From The Editor | February 8, 2018

Why A POS Solutions Provider Is Building A $10 Million Office

Abby Sorensen July 2017 Headshot

By Abby Sorensen, Executive Editor

BNG Holding Brady Nash Office

Brady Nash and the co-founders of BNG Holdings started dreaming of building a Google-like work environment in Fargo, ND while they were still 18 and 19-year-old college kids selling telecom and cable services for a multi-level marketing company. Fast forward a little more than 10 years later, and the technology company broke ground on what will be a 34,000 square foot office building. BNG’s current portfolio includes selling payment processing, POS technology, and web design services to retailers, restaurants, hotels, and wireless merchants. It also has a separate software division – a homegrown automated billing and invoicing solution currently used by thousands of IT services providers. Real estate is just one more way BNG is diversifying its portfolio.

“My business partners are entrepreneurs. We always wanted to get into real estate. If you want to get into real estate, why wouldn’t you own your own building?” says Nash.  “I’m not going to default on my own mortgage. The building will be owned by a separate entity, but I feel we’ll be a really damn good tenant. We build that asset out, and that’s why we wanted to build and own our own, quality building and get it the way we want it from an investment standpoint.”

Even if Sperling's BestPlaces cost of living comparison calculator puts Fargo as 168 percent less expensive to live and work in than San Francisco and 67 percent less than Boston, that still doesn’t mean it’s cheap to customize an office like this. Nash estimates the total project will run close to $10 million. It could have been much cheaper if it weren’t for features like:

  • Slides
  • Zip lines
  • A full-sized basketball court
  • Auditorium
  • Movie theater
  • Spots bar
  • Full gym
  • Sand volleyball court

Why is a scrappy, bootstrapped IT services company splurging on zip lines and basketball courts? After all, BNG Holdings didn’t earn a 133 percent three-year growth rate and a spot on the Inc. 5000 list by spending frivolously. Nash explains, “We wanted people to know we could have saved a few million bucks building this. Then people would walk in and say, ‘Hey Brady, this is a nice, new office building. This is cool, congrats.’ When you walk in this building, your jaw is going to drop. We wanted to do that. I wanted our employees and their spouses to continually think, ‘Wow, these guys do care about us, and they don’t just say it – they show you.’”

For BNG, the new office is much more than a solid real estate bet, it’s also a tangible way to reinforce its commitment to employees. Nash understands culture is something that needs continuous work. He likens it to marriage – he can’t show up with flowers and take his wife to dinner once and expect that to count for the year. “Talk is cheap, right? This is our statement to employees of ‘We’re putting you first, we want you to be proud of where you go to work every day.’ We want it to be a talking point.”

It helps that BNG’s rapid growth is footing the bill for the new building. The $7.1 million dollar company is expecting to grow by more than $2 million in 2018. More than 80 percent of its annual revenue is recurring revenue, which makes it less stressful to finance a large project like this. Nash spells out the math: roughly speaking, every million dollars in the building equates to $6,500 per month. BNG is currently increasing its recurring revenue by more than $12,000 every month. Nash says, “In two months, our extra recurring revenue gives us the money we’re putting into upgrades for the building. Plus, we know there’s ROI wrapped up with keeping and attracting talent. The story of who we are and how we treat employees is the big thing behind the building, besides being able to add more bodies. We need room to grow anyway, and now we can set this up exactly the way we want.”

The company currently employs 47 people and they are just about out of room at its current office. Nash hopes BNG will be able to move to its new office by late November or early December 2018. In the meantime, the company has already started preparing for the move by transitioning to the cloud. Most of its infrastructure is now running on Azure, and BNG has already started planning for its servers and phone systems to move seamlessly. It’s not hard to imagine BNG will be flooded with resumes once it has the office space to fill with new hires.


ASSIGNED TASK
Return the lines below that contain "pixel".

--- MATERIAL SHOWN Enclosed Below ---

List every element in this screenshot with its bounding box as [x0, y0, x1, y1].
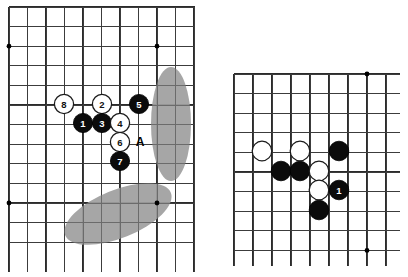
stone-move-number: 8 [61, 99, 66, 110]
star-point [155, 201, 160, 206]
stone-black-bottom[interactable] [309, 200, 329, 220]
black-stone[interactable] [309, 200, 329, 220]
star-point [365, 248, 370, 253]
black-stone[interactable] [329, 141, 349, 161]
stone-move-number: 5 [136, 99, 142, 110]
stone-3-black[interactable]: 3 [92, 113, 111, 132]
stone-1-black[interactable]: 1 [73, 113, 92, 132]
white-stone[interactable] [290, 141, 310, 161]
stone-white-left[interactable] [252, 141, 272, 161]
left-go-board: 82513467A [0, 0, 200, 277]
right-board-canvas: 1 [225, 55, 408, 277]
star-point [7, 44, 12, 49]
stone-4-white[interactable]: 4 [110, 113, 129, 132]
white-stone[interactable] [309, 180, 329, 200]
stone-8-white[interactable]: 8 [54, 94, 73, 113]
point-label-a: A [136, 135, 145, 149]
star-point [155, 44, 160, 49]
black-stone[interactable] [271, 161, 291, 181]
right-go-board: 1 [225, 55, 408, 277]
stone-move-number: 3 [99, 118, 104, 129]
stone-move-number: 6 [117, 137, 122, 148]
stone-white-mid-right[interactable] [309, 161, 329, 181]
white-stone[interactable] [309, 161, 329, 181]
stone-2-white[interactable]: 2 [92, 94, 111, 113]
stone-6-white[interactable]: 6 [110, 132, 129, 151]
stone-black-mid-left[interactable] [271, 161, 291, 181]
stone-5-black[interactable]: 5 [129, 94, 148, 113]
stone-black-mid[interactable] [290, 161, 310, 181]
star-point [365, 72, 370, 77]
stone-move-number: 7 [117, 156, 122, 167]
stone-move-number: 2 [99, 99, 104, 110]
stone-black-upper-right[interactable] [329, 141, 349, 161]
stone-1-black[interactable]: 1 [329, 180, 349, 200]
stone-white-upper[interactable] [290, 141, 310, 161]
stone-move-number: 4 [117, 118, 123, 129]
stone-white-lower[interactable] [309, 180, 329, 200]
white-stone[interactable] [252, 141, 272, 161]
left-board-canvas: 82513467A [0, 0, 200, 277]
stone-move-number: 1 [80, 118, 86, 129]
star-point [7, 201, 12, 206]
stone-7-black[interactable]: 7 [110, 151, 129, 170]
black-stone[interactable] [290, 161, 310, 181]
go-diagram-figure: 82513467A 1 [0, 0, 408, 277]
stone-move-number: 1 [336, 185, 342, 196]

--- End of Enclosed MATERIAL SHOWN ---
--- MATERIAL SHOWN Enclosed Below ---

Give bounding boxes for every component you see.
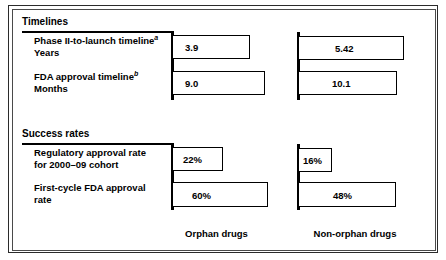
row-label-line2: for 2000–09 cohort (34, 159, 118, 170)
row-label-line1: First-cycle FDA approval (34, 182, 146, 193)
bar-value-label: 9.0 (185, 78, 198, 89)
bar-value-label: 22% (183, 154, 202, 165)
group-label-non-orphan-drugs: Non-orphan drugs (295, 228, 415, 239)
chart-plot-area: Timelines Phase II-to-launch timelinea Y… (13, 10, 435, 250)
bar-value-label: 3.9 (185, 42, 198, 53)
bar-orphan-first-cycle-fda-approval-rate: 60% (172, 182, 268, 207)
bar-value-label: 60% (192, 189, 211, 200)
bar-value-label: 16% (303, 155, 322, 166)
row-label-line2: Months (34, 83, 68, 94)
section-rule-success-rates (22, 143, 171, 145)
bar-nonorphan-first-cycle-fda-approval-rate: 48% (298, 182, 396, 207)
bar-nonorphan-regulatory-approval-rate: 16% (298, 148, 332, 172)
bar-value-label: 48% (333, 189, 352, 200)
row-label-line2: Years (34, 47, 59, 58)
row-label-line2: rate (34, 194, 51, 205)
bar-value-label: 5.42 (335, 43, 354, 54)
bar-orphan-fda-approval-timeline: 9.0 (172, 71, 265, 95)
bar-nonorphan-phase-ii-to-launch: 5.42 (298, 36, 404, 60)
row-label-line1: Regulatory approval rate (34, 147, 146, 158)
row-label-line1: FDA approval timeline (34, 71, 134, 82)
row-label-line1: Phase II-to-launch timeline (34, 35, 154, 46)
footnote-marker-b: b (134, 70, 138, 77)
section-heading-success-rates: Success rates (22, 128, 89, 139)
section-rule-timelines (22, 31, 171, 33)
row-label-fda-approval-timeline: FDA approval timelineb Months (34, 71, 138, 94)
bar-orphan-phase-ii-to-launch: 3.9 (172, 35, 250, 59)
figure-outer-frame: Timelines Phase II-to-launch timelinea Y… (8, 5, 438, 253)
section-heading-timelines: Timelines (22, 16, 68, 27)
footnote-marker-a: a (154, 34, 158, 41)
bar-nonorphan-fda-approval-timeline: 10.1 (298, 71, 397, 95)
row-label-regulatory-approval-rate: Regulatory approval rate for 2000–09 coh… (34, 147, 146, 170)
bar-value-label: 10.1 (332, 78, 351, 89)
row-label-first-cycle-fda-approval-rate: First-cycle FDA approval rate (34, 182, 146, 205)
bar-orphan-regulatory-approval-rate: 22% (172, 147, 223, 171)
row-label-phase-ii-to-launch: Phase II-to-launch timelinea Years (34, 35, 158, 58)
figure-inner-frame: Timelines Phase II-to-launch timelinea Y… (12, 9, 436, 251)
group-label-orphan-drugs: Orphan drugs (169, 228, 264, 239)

--- End of Enclosed MATERIAL SHOWN ---
--- MATERIAL SHOWN Enclosed Below ---

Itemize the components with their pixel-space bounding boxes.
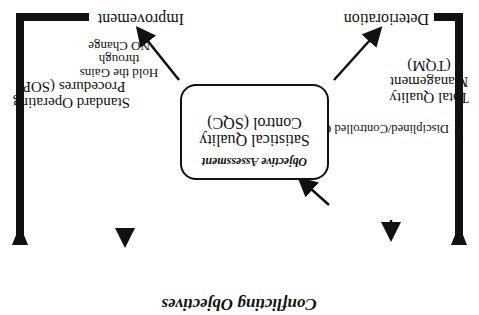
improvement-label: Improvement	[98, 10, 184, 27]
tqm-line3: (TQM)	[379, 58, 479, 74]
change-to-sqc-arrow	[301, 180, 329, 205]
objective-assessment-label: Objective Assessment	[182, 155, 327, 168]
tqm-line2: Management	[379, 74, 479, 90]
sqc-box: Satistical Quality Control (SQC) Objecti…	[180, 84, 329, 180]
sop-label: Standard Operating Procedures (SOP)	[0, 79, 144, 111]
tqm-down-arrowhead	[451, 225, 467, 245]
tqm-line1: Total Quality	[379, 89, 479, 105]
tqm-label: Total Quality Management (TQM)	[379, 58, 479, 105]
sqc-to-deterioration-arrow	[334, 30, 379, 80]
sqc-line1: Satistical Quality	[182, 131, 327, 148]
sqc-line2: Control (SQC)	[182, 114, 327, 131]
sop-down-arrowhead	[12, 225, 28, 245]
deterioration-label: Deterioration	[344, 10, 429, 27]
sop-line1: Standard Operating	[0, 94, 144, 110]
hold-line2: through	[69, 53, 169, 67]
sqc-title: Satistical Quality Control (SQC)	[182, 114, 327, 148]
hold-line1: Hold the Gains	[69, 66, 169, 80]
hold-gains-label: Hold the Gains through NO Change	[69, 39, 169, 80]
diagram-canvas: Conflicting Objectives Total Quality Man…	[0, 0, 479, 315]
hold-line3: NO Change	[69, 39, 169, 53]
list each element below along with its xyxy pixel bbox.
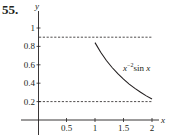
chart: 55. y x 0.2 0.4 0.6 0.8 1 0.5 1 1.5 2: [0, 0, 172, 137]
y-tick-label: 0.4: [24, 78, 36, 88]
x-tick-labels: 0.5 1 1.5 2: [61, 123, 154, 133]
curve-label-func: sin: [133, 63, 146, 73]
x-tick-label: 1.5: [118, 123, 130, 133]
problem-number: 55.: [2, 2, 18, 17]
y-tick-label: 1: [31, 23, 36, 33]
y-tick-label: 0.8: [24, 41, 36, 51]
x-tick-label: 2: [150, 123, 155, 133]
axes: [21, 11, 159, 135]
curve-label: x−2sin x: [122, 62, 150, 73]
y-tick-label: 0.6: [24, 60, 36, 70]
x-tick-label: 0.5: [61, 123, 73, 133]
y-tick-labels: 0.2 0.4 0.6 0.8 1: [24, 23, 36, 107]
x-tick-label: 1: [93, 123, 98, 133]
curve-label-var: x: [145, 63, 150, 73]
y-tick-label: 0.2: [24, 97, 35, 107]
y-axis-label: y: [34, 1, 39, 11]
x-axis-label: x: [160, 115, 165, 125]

--- End of Enclosed MATERIAL SHOWN ---

THE ANSWER
Itemize the components with their pixel-space bounding boxes.
list each element below along with its xyxy pixel bbox.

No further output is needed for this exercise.